THE BASIS POINT

Short Memory In Rate Markets: Egypt Chaos Takes Back Seat To U.S. Business Inflation. For Now.

 

On Friday, a revolution and resulting chaos in Egypt caused U.S. rates (on 30yr fixed loans up to $417k) to drop .125% but Monday rates rose that amount, back to 4.875%, as mortgage bond traders re-focused on U.S. business inflation. The Chicago Purchasing Managers Index is one of many monthly manufacturing surveys done across the U.S. and showed the highest manufacturing inflation since July 2008. It’s the latest to indicate inflation pressure for businesses, and rates go up when inflation is a threat. Tuesday, the Egypt revolution may boil over, and the rate volatility will continue. It takes a strong stomach to withstand daily rate swings as traders sort out economic data and bigger issues like Egypt, but rates ultimately track with broader economic trends, which we’ll discuss Tuesday in our 2011 Rate Outlook.

Continuing Monday’s recap, Personal Income for December was the same as the last 9 months, and savings is at 5.3% (table below with all consumer income and spending details). Also the Fed’s favorite consumer inflation measure was tame, and within their 1-2% comfort zone: the December Personal Consumption Expenditures Index was up 0.3% from November 2010 and 1.2% higher than December 2009. Excluding volatile oil and food costs, “Core” December PCE was unchanged from November and .7% higher than December 2009.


EXERCISE GOAL.
Reproduce the full set of records that follow, exactly as shown.

== Segment start ==

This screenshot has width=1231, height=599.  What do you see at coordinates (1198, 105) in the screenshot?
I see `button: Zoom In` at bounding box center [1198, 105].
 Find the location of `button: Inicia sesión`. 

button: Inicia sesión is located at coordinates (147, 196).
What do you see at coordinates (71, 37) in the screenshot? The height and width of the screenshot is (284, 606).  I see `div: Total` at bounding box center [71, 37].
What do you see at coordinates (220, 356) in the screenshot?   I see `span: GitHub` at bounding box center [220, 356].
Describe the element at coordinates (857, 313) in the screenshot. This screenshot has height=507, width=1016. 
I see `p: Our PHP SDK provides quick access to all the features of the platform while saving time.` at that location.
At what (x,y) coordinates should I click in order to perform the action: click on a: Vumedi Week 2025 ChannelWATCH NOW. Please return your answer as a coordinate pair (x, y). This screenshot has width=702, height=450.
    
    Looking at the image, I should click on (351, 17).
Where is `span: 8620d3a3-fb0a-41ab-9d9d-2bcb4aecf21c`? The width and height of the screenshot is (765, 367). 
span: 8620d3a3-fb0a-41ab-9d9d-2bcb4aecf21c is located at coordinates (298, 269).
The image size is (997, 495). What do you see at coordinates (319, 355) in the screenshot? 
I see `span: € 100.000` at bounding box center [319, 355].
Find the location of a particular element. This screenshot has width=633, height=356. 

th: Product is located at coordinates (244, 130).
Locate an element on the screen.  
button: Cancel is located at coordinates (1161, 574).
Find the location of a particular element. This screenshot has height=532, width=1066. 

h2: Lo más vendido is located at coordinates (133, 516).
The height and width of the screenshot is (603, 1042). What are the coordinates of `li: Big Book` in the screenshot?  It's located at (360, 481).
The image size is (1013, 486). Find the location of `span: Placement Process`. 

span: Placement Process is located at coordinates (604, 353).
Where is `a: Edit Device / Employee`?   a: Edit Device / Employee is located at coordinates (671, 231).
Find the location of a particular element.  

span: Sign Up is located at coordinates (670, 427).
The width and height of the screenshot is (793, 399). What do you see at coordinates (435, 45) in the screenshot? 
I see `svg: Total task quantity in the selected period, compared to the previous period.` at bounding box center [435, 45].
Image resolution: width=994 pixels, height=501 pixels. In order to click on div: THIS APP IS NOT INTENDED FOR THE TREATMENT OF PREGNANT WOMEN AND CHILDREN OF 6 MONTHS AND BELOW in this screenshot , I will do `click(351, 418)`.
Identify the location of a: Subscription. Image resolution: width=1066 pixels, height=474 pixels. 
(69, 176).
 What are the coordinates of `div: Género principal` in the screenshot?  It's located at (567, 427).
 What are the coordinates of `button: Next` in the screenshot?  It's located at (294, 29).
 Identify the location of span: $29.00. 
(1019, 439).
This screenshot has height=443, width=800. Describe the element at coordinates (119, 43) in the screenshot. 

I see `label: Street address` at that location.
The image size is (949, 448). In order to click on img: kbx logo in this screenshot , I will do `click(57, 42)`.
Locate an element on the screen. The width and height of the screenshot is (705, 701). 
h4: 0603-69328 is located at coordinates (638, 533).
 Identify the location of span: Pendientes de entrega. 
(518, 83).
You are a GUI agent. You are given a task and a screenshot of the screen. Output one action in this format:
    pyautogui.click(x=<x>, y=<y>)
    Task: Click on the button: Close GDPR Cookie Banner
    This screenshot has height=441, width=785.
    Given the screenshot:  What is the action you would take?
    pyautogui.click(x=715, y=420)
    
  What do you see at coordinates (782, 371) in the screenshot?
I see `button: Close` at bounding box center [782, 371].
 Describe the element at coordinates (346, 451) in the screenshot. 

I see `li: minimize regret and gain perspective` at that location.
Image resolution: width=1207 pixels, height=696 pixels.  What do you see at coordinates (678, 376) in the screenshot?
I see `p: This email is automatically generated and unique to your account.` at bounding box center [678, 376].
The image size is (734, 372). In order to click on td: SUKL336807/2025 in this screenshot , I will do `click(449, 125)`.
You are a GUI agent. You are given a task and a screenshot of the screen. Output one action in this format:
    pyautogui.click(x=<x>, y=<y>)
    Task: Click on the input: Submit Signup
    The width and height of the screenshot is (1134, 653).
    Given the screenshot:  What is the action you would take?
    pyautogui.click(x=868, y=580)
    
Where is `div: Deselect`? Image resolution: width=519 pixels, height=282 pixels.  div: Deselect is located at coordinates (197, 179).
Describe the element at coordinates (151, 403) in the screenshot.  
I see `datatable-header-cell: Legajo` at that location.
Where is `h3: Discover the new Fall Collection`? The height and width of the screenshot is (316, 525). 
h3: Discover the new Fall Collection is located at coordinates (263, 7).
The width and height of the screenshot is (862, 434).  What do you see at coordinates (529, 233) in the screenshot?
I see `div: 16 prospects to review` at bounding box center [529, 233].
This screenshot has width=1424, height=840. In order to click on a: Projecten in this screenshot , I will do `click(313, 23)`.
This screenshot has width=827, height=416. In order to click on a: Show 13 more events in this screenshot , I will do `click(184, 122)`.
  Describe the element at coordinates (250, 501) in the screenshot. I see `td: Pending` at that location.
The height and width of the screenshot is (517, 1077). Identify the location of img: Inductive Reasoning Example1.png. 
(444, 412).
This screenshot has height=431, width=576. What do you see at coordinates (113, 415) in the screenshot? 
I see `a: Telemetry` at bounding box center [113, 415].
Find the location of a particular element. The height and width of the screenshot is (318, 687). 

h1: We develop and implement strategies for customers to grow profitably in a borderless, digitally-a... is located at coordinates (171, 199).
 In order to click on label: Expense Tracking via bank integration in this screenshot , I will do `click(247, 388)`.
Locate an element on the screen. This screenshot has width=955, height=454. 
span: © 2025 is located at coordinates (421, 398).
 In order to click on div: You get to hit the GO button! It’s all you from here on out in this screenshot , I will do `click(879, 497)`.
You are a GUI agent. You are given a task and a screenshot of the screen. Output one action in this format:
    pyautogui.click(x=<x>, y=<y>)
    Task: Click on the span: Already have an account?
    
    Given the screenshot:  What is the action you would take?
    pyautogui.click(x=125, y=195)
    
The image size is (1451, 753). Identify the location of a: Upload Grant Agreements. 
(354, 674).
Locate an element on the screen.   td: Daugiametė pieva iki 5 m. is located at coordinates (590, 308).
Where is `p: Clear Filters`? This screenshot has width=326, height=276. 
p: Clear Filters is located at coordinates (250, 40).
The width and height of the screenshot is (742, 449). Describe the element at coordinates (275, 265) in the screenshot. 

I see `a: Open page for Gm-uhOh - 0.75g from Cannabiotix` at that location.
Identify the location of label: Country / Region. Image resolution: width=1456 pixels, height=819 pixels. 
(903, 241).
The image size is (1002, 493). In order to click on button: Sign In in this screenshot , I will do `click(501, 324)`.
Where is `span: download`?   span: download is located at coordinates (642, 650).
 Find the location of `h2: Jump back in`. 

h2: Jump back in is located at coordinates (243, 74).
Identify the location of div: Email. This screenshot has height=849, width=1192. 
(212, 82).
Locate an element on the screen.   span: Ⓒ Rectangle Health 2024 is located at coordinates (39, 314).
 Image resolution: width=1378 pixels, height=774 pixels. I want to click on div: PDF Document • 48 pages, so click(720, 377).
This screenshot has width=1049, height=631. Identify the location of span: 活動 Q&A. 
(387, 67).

== Segment end ==

FINISHED EXERCISE.
This screenshot has width=1231, height=599.  What do you see at coordinates (1198, 105) in the screenshot?
I see `button: Zoom In` at bounding box center [1198, 105].
 Find the location of `button: Inicia sesión`. 

button: Inicia sesión is located at coordinates (147, 196).
What do you see at coordinates (71, 37) in the screenshot? The height and width of the screenshot is (284, 606).  I see `div: Total` at bounding box center [71, 37].
What do you see at coordinates (220, 356) in the screenshot?   I see `span: GitHub` at bounding box center [220, 356].
Describe the element at coordinates (857, 313) in the screenshot. This screenshot has height=507, width=1016. 
I see `p: Our PHP SDK provides quick access to all the features of the platform while saving time.` at that location.
At what (x,y) coordinates should I click in order to perform the action: click on a: Vumedi Week 2025 ChannelWATCH NOW. Please return your answer as a coordinate pair (x, y). This screenshot has width=702, height=450.
    
    Looking at the image, I should click on (351, 17).
Where is `span: 8620d3a3-fb0a-41ab-9d9d-2bcb4aecf21c`? The width and height of the screenshot is (765, 367). 
span: 8620d3a3-fb0a-41ab-9d9d-2bcb4aecf21c is located at coordinates (298, 269).
The image size is (997, 495). What do you see at coordinates (319, 355) in the screenshot? 
I see `span: € 100.000` at bounding box center [319, 355].
Find the location of a particular element. This screenshot has width=633, height=356. 

th: Product is located at coordinates (244, 130).
Locate an element on the screen.  
button: Cancel is located at coordinates (1161, 574).
Find the location of a particular element. This screenshot has height=532, width=1066. 

h2: Lo más vendido is located at coordinates (133, 516).
The height and width of the screenshot is (603, 1042). What are the coordinates of `li: Big Book` in the screenshot?  It's located at (360, 481).
The image size is (1013, 486). Find the location of `span: Placement Process`. 

span: Placement Process is located at coordinates (604, 353).
Where is `a: Edit Device / Employee`?   a: Edit Device / Employee is located at coordinates (671, 231).
Find the location of a particular element.  

span: Sign Up is located at coordinates (670, 427).
The width and height of the screenshot is (793, 399). What do you see at coordinates (435, 45) in the screenshot? 
I see `svg: Total task quantity in the selected period, compared to the previous period.` at bounding box center [435, 45].
Image resolution: width=994 pixels, height=501 pixels. In order to click on div: THIS APP IS NOT INTENDED FOR THE TREATMENT OF PREGNANT WOMEN AND CHILDREN OF 6 MONTHS AND BELOW in this screenshot , I will do `click(351, 418)`.
Identify the location of a: Subscription. Image resolution: width=1066 pixels, height=474 pixels. 
(69, 176).
 What are the coordinates of `div: Género principal` in the screenshot?  It's located at (567, 427).
 What are the coordinates of `button: Next` in the screenshot?  It's located at (294, 29).
 Identify the location of span: $29.00. 
(1019, 439).
This screenshot has height=443, width=800. Describe the element at coordinates (119, 43) in the screenshot. 

I see `label: Street address` at that location.
The image size is (949, 448). In order to click on img: kbx logo in this screenshot , I will do `click(57, 42)`.
Locate an element on the screen. The width and height of the screenshot is (705, 701). 
h4: 0603-69328 is located at coordinates (638, 533).
 Identify the location of span: Pendientes de entrega. 
(518, 83).
You are a GUI agent. You are given a task and a screenshot of the screen. Output one action in this format:
    pyautogui.click(x=<x>, y=<y>)
    Task: Click on the button: Close GDPR Cookie Banner
    This screenshot has height=441, width=785.
    Given the screenshot:  What is the action you would take?
    pyautogui.click(x=715, y=420)
    
  What do you see at coordinates (782, 371) in the screenshot?
I see `button: Close` at bounding box center [782, 371].
 Describe the element at coordinates (346, 451) in the screenshot. 

I see `li: minimize regret and gain perspective` at that location.
Image resolution: width=1207 pixels, height=696 pixels.  What do you see at coordinates (678, 376) in the screenshot?
I see `p: This email is automatically generated and unique to your account.` at bounding box center [678, 376].
The image size is (734, 372). In order to click on td: SUKL336807/2025 in this screenshot , I will do `click(449, 125)`.
You are a GUI agent. You are given a task and a screenshot of the screen. Output one action in this format:
    pyautogui.click(x=<x>, y=<y>)
    Task: Click on the input: Submit Signup
    The width and height of the screenshot is (1134, 653).
    Given the screenshot:  What is the action you would take?
    pyautogui.click(x=868, y=580)
    
Where is `div: Deselect`? Image resolution: width=519 pixels, height=282 pixels.  div: Deselect is located at coordinates (197, 179).
Describe the element at coordinates (151, 403) in the screenshot.  
I see `datatable-header-cell: Legajo` at that location.
Where is `h3: Discover the new Fall Collection`? The height and width of the screenshot is (316, 525). 
h3: Discover the new Fall Collection is located at coordinates (263, 7).
The width and height of the screenshot is (862, 434).  What do you see at coordinates (529, 233) in the screenshot?
I see `div: 16 prospects to review` at bounding box center [529, 233].
This screenshot has width=1424, height=840. In order to click on a: Projecten in this screenshot , I will do `click(313, 23)`.
This screenshot has width=827, height=416. In order to click on a: Show 13 more events in this screenshot , I will do `click(184, 122)`.
  Describe the element at coordinates (250, 501) in the screenshot. I see `td: Pending` at that location.
The height and width of the screenshot is (517, 1077). Identify the location of img: Inductive Reasoning Example1.png. 
(444, 412).
This screenshot has height=431, width=576. What do you see at coordinates (113, 415) in the screenshot? 
I see `a: Telemetry` at bounding box center [113, 415].
Find the location of a particular element. The height and width of the screenshot is (318, 687). 

h1: We develop and implement strategies for customers to grow profitably in a borderless, digitally-a... is located at coordinates (171, 199).
 In order to click on label: Expense Tracking via bank integration in this screenshot , I will do `click(247, 388)`.
Locate an element on the screen. This screenshot has width=955, height=454. 
span: © 2025 is located at coordinates (421, 398).
 In order to click on div: You get to hit the GO button! It’s all you from here on out in this screenshot , I will do `click(879, 497)`.
You are a GUI agent. You are given a task and a screenshot of the screen. Output one action in this format:
    pyautogui.click(x=<x>, y=<y>)
    Task: Click on the span: Already have an account?
    
    Given the screenshot:  What is the action you would take?
    pyautogui.click(x=125, y=195)
    
The image size is (1451, 753). Identify the location of a: Upload Grant Agreements. 
(354, 674).
Locate an element on the screen.   td: Daugiametė pieva iki 5 m. is located at coordinates (590, 308).
Where is `p: Clear Filters`? This screenshot has width=326, height=276. 
p: Clear Filters is located at coordinates (250, 40).
The width and height of the screenshot is (742, 449). Describe the element at coordinates (275, 265) in the screenshot. 

I see `a: Open page for Gm-uhOh - 0.75g from Cannabiotix` at that location.
Identify the location of label: Country / Region. Image resolution: width=1456 pixels, height=819 pixels. 
(903, 241).
The image size is (1002, 493). In order to click on button: Sign In in this screenshot , I will do `click(501, 324)`.
Where is `span: download`?   span: download is located at coordinates (642, 650).
 Find the location of `h2: Jump back in`. 

h2: Jump back in is located at coordinates (243, 74).
Identify the location of div: Email. This screenshot has height=849, width=1192. 
(212, 82).
Locate an element on the screen.   span: Ⓒ Rectangle Health 2024 is located at coordinates (39, 314).
 Image resolution: width=1378 pixels, height=774 pixels. I want to click on div: PDF Document • 48 pages, so click(720, 377).
This screenshot has width=1049, height=631. Identify the location of span: 活動 Q&A. 
(387, 67).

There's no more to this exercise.